Mid-November, I got an e-mail from a former colleague of mine who knows the blogger and was helping to promote his blog. I share her sentiment of concern. In my view, Wilders gives the outside world a skewed view of the Netherlands and the Dutch political process, which could potentially work to damage the cooperative processes necessary to keep productive dialogue in motion and Europe and the world at peace.

But if the blog was intended to be pushing back against Wilders, it didn't quite get off to the right start. When I first read it, it had blasted off with two posts on the same day, with some entertaining rhetorical flourishes, but no information on who was writing or on the sources from which they were deriving their information. I wrote some words of critique to my former colleague, who passed it along to
René. The deal we struck was that if he would write one post a week until the end of the year, I would feature his blog in a post of my own.

René has followed through. I don't flatter myself that it's a big deal to be featured in a post on my blog. Especially, of course, since I usually discuss search and not politics. If the intended readerships of our blogs overlap, it is by chance. However, the interface of search to the real world necessarily touches on political issues. In this case, the link is that my past work in the area of user generated media (blogs and podcasts -- see references below) gives me an awareness of some of the issues involved with creating media that then gets read.

I don't claim to "understand" Wilders or why Wilders is able to claim so much space on the front pages of newspapers here in the Netherlands. Perhaps I could even be allowed to say that I'm "bewildered". He appears to spend a lot of time trying to get people expelled from the country on the basis of their system of belief. The Netherlands is a "Rechtsstaat", which means we have rule of law. Belief systems don't impact rule of law until beliefs cause people to break laws. In cases where that happens, then the courts take over. What's the role of the fulminating politician in keeping the Rechtsstaat running smoothly as it was conceived to run?
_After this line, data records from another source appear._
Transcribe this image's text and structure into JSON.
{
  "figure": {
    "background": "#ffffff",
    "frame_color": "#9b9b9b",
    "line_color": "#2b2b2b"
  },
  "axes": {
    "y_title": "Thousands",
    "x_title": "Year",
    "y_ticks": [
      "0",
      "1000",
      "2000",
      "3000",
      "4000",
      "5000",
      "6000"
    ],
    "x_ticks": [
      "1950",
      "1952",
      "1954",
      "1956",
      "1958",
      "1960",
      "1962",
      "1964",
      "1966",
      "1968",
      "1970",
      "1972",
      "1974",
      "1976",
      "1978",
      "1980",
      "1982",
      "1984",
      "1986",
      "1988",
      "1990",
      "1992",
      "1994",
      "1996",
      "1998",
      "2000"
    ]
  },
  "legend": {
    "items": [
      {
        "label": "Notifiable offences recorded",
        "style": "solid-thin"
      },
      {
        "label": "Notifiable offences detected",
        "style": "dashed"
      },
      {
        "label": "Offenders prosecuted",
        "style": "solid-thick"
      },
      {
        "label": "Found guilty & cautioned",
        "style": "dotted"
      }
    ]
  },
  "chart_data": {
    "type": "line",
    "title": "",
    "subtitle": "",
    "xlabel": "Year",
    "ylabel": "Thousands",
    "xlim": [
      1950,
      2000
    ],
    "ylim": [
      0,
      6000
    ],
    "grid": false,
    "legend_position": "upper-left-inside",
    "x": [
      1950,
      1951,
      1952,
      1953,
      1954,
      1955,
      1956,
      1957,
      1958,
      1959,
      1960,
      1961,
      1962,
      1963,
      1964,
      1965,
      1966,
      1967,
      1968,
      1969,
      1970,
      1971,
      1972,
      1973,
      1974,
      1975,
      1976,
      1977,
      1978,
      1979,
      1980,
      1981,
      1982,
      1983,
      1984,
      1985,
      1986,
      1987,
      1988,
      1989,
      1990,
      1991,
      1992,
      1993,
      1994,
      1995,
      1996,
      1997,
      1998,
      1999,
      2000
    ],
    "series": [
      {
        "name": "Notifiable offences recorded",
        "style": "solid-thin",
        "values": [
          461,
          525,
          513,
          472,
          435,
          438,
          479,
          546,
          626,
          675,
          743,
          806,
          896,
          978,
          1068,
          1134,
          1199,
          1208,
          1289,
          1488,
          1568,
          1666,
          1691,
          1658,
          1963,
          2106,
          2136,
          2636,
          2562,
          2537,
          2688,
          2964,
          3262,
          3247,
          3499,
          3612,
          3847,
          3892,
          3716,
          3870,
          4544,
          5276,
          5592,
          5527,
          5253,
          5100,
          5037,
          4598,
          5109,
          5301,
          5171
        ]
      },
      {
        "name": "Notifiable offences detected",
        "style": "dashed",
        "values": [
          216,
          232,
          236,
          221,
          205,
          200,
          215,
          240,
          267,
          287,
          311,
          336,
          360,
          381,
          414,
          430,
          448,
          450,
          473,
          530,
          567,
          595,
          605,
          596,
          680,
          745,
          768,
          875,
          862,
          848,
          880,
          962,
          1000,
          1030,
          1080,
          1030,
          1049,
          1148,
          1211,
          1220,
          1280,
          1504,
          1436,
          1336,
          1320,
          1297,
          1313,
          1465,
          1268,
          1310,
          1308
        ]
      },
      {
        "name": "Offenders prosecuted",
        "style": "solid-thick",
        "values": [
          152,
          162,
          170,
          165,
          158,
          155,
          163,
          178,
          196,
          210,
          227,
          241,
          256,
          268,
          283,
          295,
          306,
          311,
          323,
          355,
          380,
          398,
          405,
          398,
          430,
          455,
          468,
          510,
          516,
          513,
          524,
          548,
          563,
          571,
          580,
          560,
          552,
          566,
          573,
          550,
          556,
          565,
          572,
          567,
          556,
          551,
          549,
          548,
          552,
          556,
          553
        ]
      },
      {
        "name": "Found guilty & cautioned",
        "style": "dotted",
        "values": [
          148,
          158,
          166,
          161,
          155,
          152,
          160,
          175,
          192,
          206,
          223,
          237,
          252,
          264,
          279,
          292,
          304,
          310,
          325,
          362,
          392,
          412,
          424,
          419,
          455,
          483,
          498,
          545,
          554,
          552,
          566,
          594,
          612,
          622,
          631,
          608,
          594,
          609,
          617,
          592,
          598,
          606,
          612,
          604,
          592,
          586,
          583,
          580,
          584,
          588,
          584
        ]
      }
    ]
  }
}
Is the concern that the core values of the country will shift? That people will vote to change the law? In the end, we are all linked to each other. Each time we turn to point to the shapeless nameless "Them", it simply evaporates. As a rule (Six Degrees of Separation), every person on the planet is separated from every other person on the planet by only six degrees. Imagine a project that would calculate Wilders' six degrees of separation to each an every human soul he harbors the wish to expel from Europe. What a graphic realization of the principle that there is no "Them". What there is instead is this: a series of long and challenging conversations between linked individuals, within linked groups, down the channels of the six degrees so that they finally reach all of us in a real way. The law is as stable as our network is strong.
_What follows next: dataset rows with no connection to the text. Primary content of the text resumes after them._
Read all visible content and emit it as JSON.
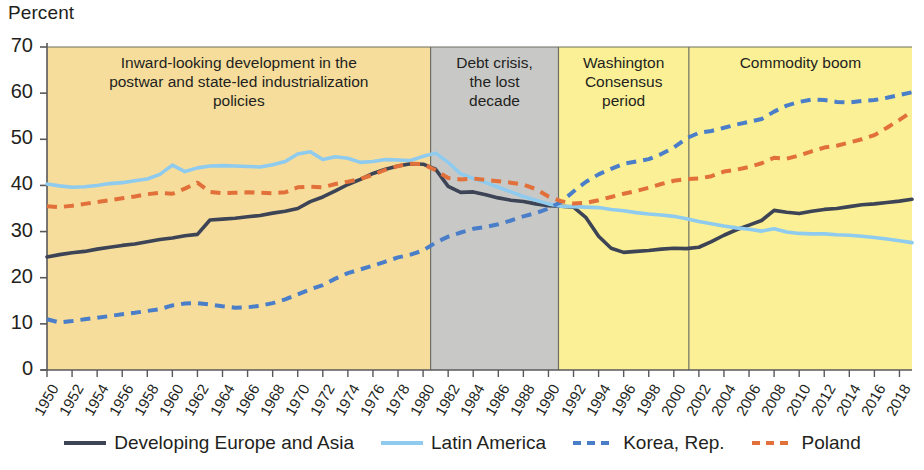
{
  "chart_data": {
    "type": "line",
    "title": "",
    "ylabel": "Percent",
    "xlabel": "",
    "ylim": [
      0,
      70
    ],
    "ytick_step": 10,
    "yticks": [
      0,
      10,
      20,
      30,
      40,
      50,
      60,
      70
    ],
    "xlim": [
      1950,
      2019
    ],
    "xticks": [
      1950,
      1952,
      1954,
      1956,
      1958,
      1960,
      1962,
      1964,
      1966,
      1968,
      1970,
      1972,
      1974,
      1976,
      1978,
      1980,
      1982,
      1984,
      1986,
      1988,
      1990,
      1992,
      1994,
      1996,
      1998,
      2000,
      2002,
      2004,
      2006,
      2008,
      2010,
      2012,
      2014,
      2016,
      2018
    ],
    "grid": false,
    "legend_position": "bottom",
    "x": [
      1950,
      1951,
      1952,
      1953,
      1954,
      1955,
      1956,
      1957,
      1958,
      1959,
      1960,
      1961,
      1962,
      1963,
      1964,
      1965,
      1966,
      1967,
      1968,
      1969,
      1970,
      1971,
      1972,
      1973,
      1974,
      1975,
      1976,
      1977,
      1978,
      1979,
      1980,
      1981,
      1982,
      1983,
      1984,
      1985,
      1986,
      1987,
      1988,
      1989,
      1990,
      1991,
      1992,
      1993,
      1994,
      1995,
      1996,
      1997,
      1998,
      1999,
      2000,
      2001,
      2002,
      2003,
      2004,
      2005,
      2006,
      2007,
      2008,
      2009,
      2010,
      2011,
      2012,
      2013,
      2014,
      2015,
      2016,
      2017,
      2018,
      2019
    ],
    "series": [
      {
        "name": "Developing Europe and Asia",
        "color": "#3c4455",
        "style": "solid",
        "values": [
          24.5,
          25.0,
          25.4,
          25.7,
          26.2,
          26.6,
          27.0,
          27.3,
          27.8,
          28.3,
          28.6,
          29.1,
          29.4,
          32.5,
          32.7,
          32.9,
          33.2,
          33.5,
          34.0,
          34.4,
          35.0,
          36.5,
          37.5,
          38.8,
          40.2,
          41.3,
          42.6,
          43.5,
          44.2,
          44.7,
          44.6,
          43.5,
          39.8,
          38.5,
          38.6,
          38.0,
          37.3,
          36.8,
          36.5,
          36.0,
          35.6,
          35.5,
          35.3,
          33.0,
          29.0,
          26.4,
          25.5,
          25.7,
          25.9,
          26.2,
          26.4,
          26.3,
          26.6,
          27.8,
          29.2,
          30.4,
          31.4,
          32.4,
          34.6,
          34.2,
          33.9,
          34.4,
          34.8,
          35.0,
          35.4,
          35.8,
          36.0,
          36.3,
          36.6,
          37.0
        ]
      },
      {
        "name": "Latin America",
        "color": "#8fcbee",
        "style": "solid",
        "values": [
          40.3,
          39.9,
          39.6,
          39.7,
          40.0,
          40.4,
          40.6,
          41.0,
          41.4,
          42.4,
          44.4,
          43.0,
          43.8,
          44.2,
          44.3,
          44.2,
          44.1,
          44.0,
          44.5,
          45.2,
          46.8,
          47.3,
          45.6,
          46.2,
          45.9,
          45.0,
          45.2,
          45.6,
          45.5,
          45.4,
          46.3,
          47.0,
          45.0,
          42.5,
          41.5,
          40.6,
          39.6,
          38.6,
          37.6,
          36.8,
          36.0,
          35.5,
          35.4,
          35.3,
          35.2,
          34.8,
          34.5,
          34.1,
          33.8,
          33.6,
          33.3,
          32.8,
          32.2,
          31.7,
          31.2,
          30.8,
          30.5,
          30.1,
          30.6,
          29.9,
          29.6,
          29.5,
          29.5,
          29.3,
          29.2,
          29.0,
          28.7,
          28.4,
          28.0,
          27.6
        ]
      },
      {
        "name": "Korea, Rep.",
        "color": "#4a7ec8",
        "style": "dashed",
        "values": [
          11.0,
          10.3,
          10.6,
          11.0,
          11.3,
          11.7,
          12.1,
          12.4,
          12.8,
          13.2,
          14.0,
          14.4,
          14.5,
          14.2,
          13.8,
          13.5,
          13.6,
          13.9,
          14.5,
          15.3,
          16.4,
          17.5,
          18.4,
          19.8,
          21.0,
          21.8,
          22.6,
          23.5,
          24.4,
          25.0,
          25.9,
          27.6,
          28.9,
          29.8,
          30.6,
          31.0,
          31.6,
          32.4,
          33.3,
          34.0,
          35.0,
          36.4,
          38.7,
          40.8,
          42.4,
          43.6,
          44.7,
          45.2,
          45.7,
          46.8,
          48.2,
          50.2,
          51.4,
          51.8,
          52.5,
          53.2,
          53.8,
          54.4,
          56.0,
          57.3,
          58.1,
          58.6,
          58.5,
          58.1,
          58.0,
          58.3,
          58.5,
          59.0,
          59.6,
          60.2
        ]
      },
      {
        "name": "Poland",
        "color": "#e2703a",
        "style": "dashed",
        "values": [
          35.5,
          35.3,
          35.6,
          36.0,
          36.4,
          36.8,
          37.2,
          37.6,
          38.1,
          38.4,
          38.2,
          39.3,
          40.6,
          38.6,
          38.3,
          38.4,
          38.5,
          38.4,
          38.3,
          38.5,
          39.6,
          39.7,
          39.6,
          40.3,
          40.8,
          41.4,
          42.3,
          43.4,
          44.2,
          44.7,
          44.6,
          43.3,
          41.6,
          41.3,
          41.5,
          41.2,
          40.9,
          40.6,
          40.2,
          39.2,
          37.6,
          36.6,
          36.1,
          36.2,
          36.8,
          37.5,
          38.2,
          38.8,
          39.5,
          40.3,
          41.0,
          41.4,
          41.5,
          42.0,
          43.0,
          43.4,
          44.0,
          44.8,
          46.0,
          45.8,
          46.5,
          47.4,
          48.2,
          48.6,
          49.3,
          50.0,
          50.9,
          52.5,
          54.2,
          56.0
        ]
      }
    ],
    "bands": [
      {
        "id": "inward-looking",
        "label": "Inward-looking development in the postwar and state-led industrialization policies",
        "label_lines": [
          "Inward-looking development in the",
          "postwar and state-led industrialization",
          "policies"
        ],
        "start": 1950,
        "end": 1980.6,
        "color": "#f6dd9b"
      },
      {
        "id": "debt-crisis",
        "label": "Debt crisis, the lost decade",
        "label_lines": [
          "Debt crisis,",
          "the lost",
          "decade"
        ],
        "start": 1980.6,
        "end": 1990.8,
        "color": "#c8c9c7"
      },
      {
        "id": "washington-consensus",
        "label": "Washington Consensus period",
        "label_lines": [
          "Washington",
          "Consensus",
          "period"
        ],
        "start": 1990.8,
        "end": 2001.2,
        "color": "#fbf095"
      },
      {
        "id": "commodity-boom",
        "label": "Commodity boom",
        "label_lines": [
          "Commodity boom"
        ],
        "start": 2001.2,
        "end": 2019,
        "color": "#fbf095"
      }
    ]
  },
  "legend": {
    "items": [
      {
        "label": "Developing Europe and Asia",
        "color": "#3c4455",
        "style": "solid"
      },
      {
        "label": "Latin America",
        "color": "#8fcbee",
        "style": "solid"
      },
      {
        "label": "Korea, Rep.",
        "color": "#4a7ec8",
        "style": "dashed"
      },
      {
        "label": "Poland",
        "color": "#e2703a",
        "style": "dashed"
      }
    ]
  }
}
What is the real danger of Wilders? In a way, http://stophetgevaarwilders.blogspot.com/ by its existence (by the necessity for its existence!) says it all. Wilders obliges us to spend our time pushing back, responding one-by-one to the over-simplifications and push-button fomulations that he produces concerning the topics at the obsessive focus of his attention. Our work pushing back is the only way to restore the balance, to repave the arena for constructive discussion.

Here's the danger: The time we devote to Wilders push-back could be used for moving forward -- having the difficult conversations that we need to have with the people around us that are necessary to strengthen our society. Instead, we are stuck treading water.

Thank you to René Erker and the other bloggers that keep the current from sweeping us backwards. Keep giving us more links to each other and to your sources. And happy 2011!

He, J., Weerkamp, W., Larson M. and de Rijke, M., An Effective Coherence Measure to Determine Topical Consistency in User Generated Content. International Journal on Document Analysis and Recognition, Vol. 12, No. 3, pages 185-203, October 2009.

Tsagkias, M., Larson, M. and de Rijke, M. Predicting Podcast Preference: An Analysis Framework and its Application, Journal of the American Society for Information Science and Technology, Vol. 61, No. 2, pp. 374-391, February 2010.